I'm a grad student studying non-negative curvature on simply-connected manifolds and the conjectured relationship with rational homotopy theory.
The rational homotopy groups (and so the number of generators in the Sullivan minimal model) of the connected sum $\mathbb{CP}^2 \# \mathbb{CP}^2 \# \mathbb{CP}^2$ (both positive orientation gluings) grow exponentially as a function of degree. I am interested in calculating the actual exponent of the growth, or understanding it asymptotically, or at least getting the largest lower bound for it that I can.
Here is my current strategy: because minimal models are constructed inductively in "phases", I thought I could find and prove an inductive pattern in the way new generators are added to destroy cohomology that occurs past degree 4. A good reference for the inductive construction of Sullivan minimal models is Felix-Halperin-Thomas, Rational Homotopy Theory 2001, pp. 141. In their notation, what I am calling the "phase" is $k \in \mathbb{N}$ where the Sullivan condition is $d:V_k \rightarrow \Lambda (\bigoplus_{i=0}^{k-1} V_i)$.
I am working with the Sage CDGA package to experiment with patterns.

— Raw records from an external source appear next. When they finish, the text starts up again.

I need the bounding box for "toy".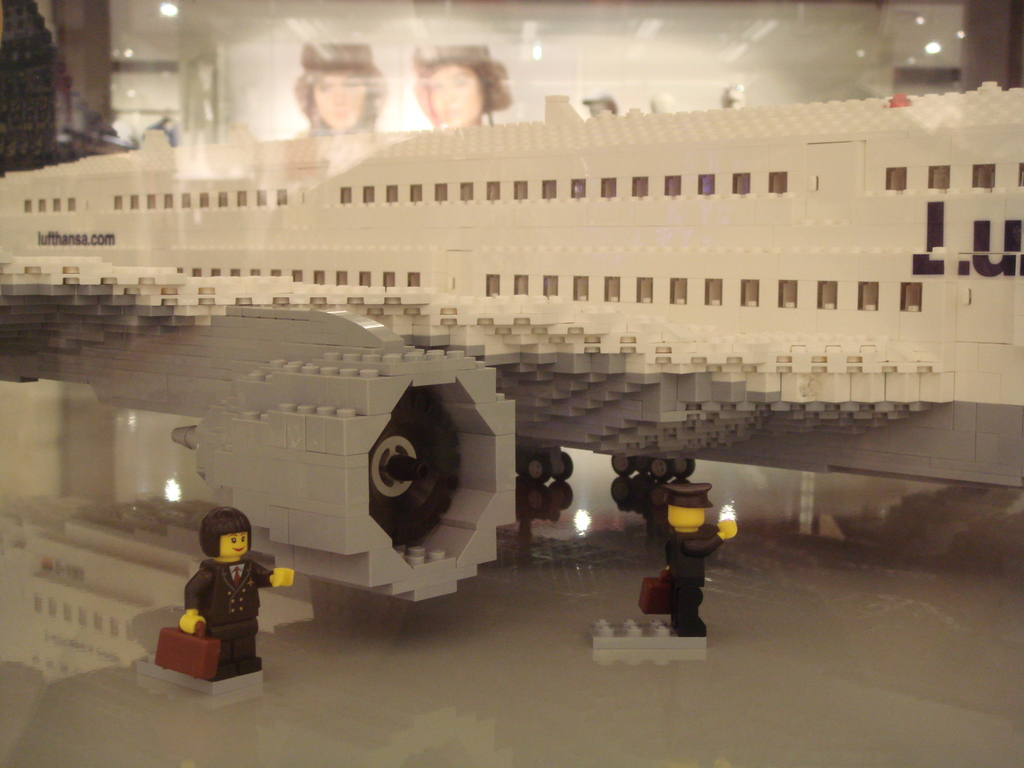
Here it is: (left=167, top=515, right=279, bottom=686).
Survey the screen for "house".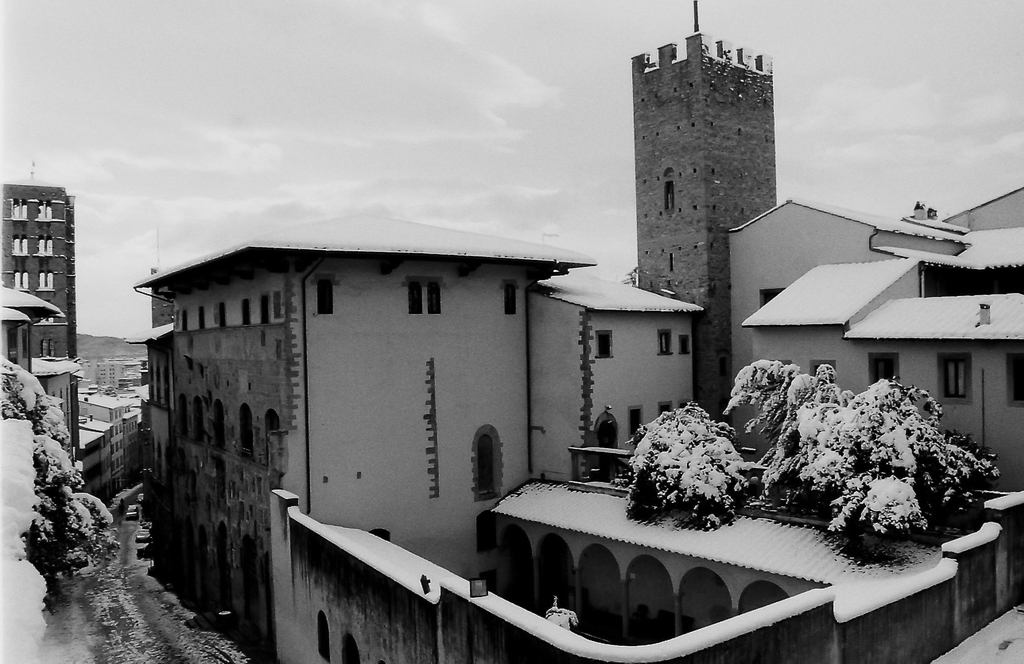
Survey found: {"x1": 630, "y1": 25, "x2": 776, "y2": 429}.
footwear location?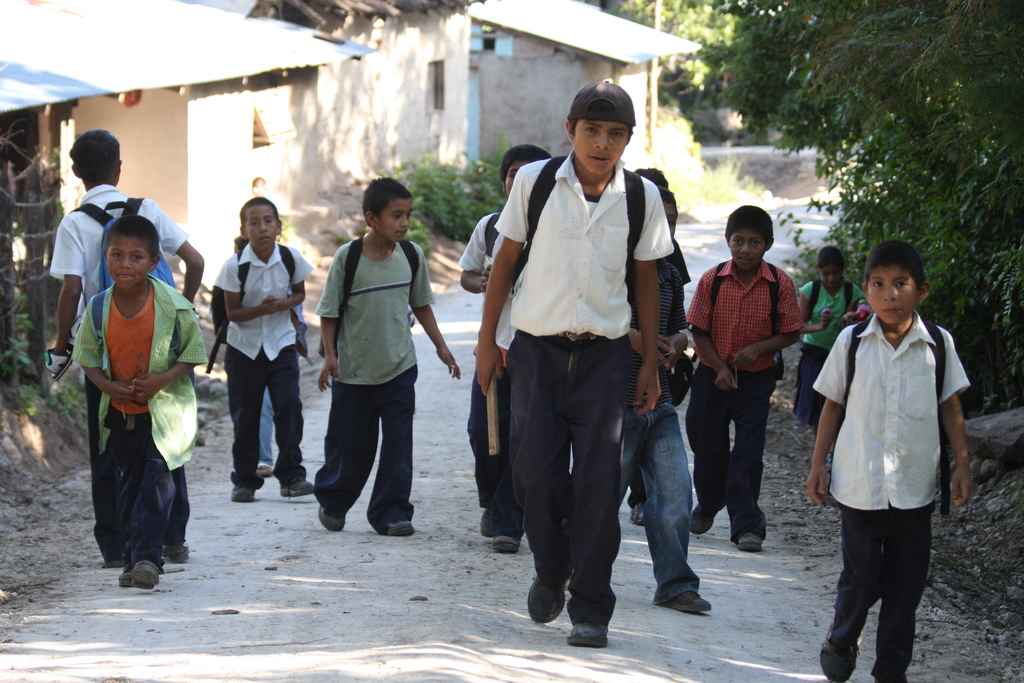
[625,500,652,527]
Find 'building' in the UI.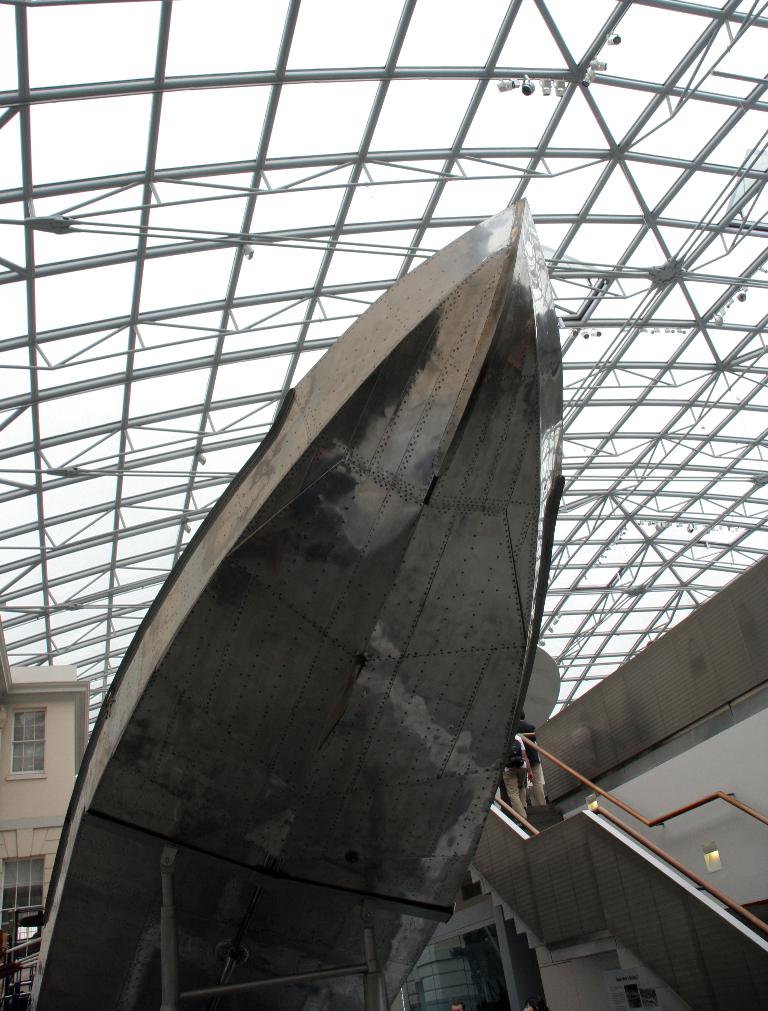
UI element at left=0, top=628, right=101, bottom=1010.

To simplify the problem, I've made a CDGA (phase 0) with 3 cocycles in degree 2, then 5 generators in degree 3 whose differentials impose the relations necessary to get the right cohomology up through degree 4. This CDGA has lots of cohomology past degree 4, so is not a model for my manifold.
Then, in phase 1 of the construction, I made one additional generator $z$ in degree 4 whose differential destroys the first degree 5 co-cycle that shows up from phase 0. This is a smallest first step towards a minimal model.
I wanted to propagate through the consequences of this new generator hoping that I could show that it creates new co-cycles that are necessarily not co-boundaries because they have a $z$ in their expression, and the Sullivan condition on the differential says that the image of the differential of phase 1 generators must land in phase 0.
I thought maybe there would be some way to take a quotient that isolated these $z$-containing co-cycles I'm looking for.
I'm struggling to get this to work, and am wondering if folks have any other leads I could look into for understanding the exponential growth quantitatively, or ideas for how I could get my idea to work. Thanks.